Cataphract

Historical reenactment of a Sasanian-era cataphract, complete with a full set of scale armor for the horse. The rider is covered by extensive mail armour.

A cataphract was a form of armored heavy cavalry that originated in Persia and was fielded in ancient warfare throughout Eurasia and Northern Africa.

Historically, the cataphract was a very heavily armored horseman, with both the rider and mount almost completely covered in scale armor, and typically wielding a kontos (lance) as his primary weapon.

Cataphracts served as the elite cavalry force for most empires and nations that fielded them, primarily used for charges to break through opposing heavy cavalry and infantry formations. Chronicled by many historians from the earliest days of antiquity up until the High Middle Ages, they may have influenced the later European knights, through contact with the Eastern Roman Empire.[1]

Peoples and states deploying cataphracts at some point in their history included: the Scythians, Sarmatians, Alans, Parthians, Achaemenids, Sakas, Armenians, Seleucids, Attalid, Pontus, Greco-Bactrian, Sassanids, Romans, Goths, Byzantines, Georgians, Chinese, Koreans, Jurchens, Mongols, Tanguts and Songhai.

In Europe, the fashion for heavily armored Roman cavalry seems to have been a response to the Eastern campaigns of the Parthians and Sasanians in Anatolia, as well as numerous defeats at the hands of Iranian cataphracts across the steppes of Eurasia, most notably in the Battle of Carrhae (53 BC) in upper Mesopotamia. Traditionally, Roman cavalry was neither heavily-armored nor decisive in effect; the Roman equites corps comprised mainly lightly-armored horsemen bearing spears and swords and using light cavalry tactics to skirmish before and during battles, and then to pursue retreating enemies after a victory. The adoption of cataphract-like cavalry formations took hold among the late Roman army during the late 3rd and 4th centuries. The Emperor Gallienus (r. 253–268 AD) and his general and putative usurper Aureolus (died 268) arguably contributed much to the institution of Roman cataphract contingents in the Late Roman army.

  1. ^ Nell, Grant S. (1995) The Savaran: The Original Knights. University of Oklahoma Press.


* [WHAT THE EXERCISE ASKS]
Scan the listing below. Copy each line that contains "pixels".

* [MATERIAL FOR THE TASK]
════════

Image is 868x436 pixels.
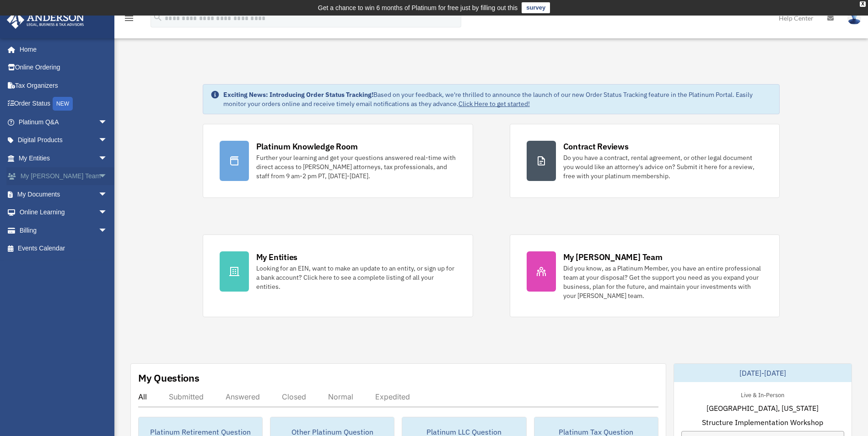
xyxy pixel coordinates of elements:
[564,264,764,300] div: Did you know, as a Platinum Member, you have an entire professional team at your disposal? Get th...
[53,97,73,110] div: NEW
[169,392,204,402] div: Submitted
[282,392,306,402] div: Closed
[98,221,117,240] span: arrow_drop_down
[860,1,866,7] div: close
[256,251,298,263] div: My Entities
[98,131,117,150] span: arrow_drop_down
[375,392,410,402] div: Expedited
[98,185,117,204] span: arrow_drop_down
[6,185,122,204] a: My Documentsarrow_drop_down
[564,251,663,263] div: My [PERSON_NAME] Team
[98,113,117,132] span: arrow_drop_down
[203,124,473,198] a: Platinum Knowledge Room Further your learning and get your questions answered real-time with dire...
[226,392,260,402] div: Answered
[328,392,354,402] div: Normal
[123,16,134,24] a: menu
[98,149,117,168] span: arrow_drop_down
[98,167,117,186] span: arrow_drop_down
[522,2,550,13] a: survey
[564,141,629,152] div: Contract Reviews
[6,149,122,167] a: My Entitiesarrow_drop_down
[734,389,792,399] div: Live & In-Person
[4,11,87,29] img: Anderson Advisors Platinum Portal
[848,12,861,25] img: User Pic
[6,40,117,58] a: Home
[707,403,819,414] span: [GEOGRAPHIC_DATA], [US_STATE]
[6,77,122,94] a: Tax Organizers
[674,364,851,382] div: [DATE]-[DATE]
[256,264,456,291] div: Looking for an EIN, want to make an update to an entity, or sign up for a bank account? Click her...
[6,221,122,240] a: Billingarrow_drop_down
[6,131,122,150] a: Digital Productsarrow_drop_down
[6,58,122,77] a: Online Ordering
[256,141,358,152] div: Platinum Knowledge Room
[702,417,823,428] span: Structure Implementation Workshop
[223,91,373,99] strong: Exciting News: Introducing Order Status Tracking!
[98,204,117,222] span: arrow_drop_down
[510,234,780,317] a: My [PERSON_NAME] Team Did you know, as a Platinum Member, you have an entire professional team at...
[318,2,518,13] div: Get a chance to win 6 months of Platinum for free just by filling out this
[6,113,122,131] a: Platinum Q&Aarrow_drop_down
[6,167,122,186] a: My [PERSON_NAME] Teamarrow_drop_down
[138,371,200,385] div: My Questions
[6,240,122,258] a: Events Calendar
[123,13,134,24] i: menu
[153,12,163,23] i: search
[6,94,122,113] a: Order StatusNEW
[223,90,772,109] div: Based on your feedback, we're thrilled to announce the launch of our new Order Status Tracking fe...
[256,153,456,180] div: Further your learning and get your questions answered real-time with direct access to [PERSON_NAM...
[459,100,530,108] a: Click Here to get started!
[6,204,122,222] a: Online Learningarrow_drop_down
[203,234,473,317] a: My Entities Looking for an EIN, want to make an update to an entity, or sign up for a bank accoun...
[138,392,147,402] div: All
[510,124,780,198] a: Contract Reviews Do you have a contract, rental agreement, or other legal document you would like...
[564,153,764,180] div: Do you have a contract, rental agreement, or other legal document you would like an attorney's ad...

════════

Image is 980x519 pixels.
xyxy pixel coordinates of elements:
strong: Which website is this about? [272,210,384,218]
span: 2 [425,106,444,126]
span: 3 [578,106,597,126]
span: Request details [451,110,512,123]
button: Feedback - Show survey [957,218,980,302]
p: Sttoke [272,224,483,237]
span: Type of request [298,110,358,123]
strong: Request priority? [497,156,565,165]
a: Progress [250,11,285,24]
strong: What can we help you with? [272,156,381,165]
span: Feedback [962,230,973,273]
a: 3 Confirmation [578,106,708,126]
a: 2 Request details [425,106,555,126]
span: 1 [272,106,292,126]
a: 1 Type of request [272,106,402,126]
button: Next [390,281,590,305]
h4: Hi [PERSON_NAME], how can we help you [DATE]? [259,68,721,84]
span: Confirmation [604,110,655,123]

════════

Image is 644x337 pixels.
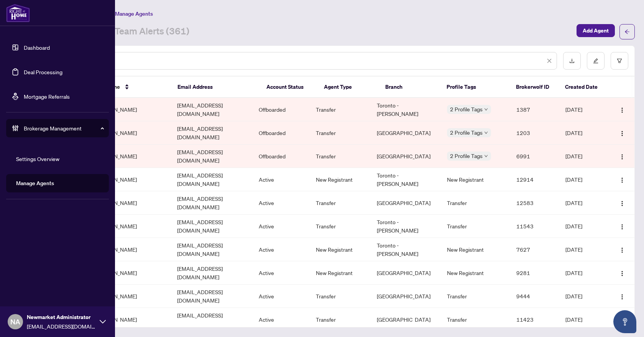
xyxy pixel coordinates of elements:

════════

* [EXPECTED ANSWER]
Image is 868x436 pixels.
Image is 980x519 pixels.
Image is 644x337 pixels.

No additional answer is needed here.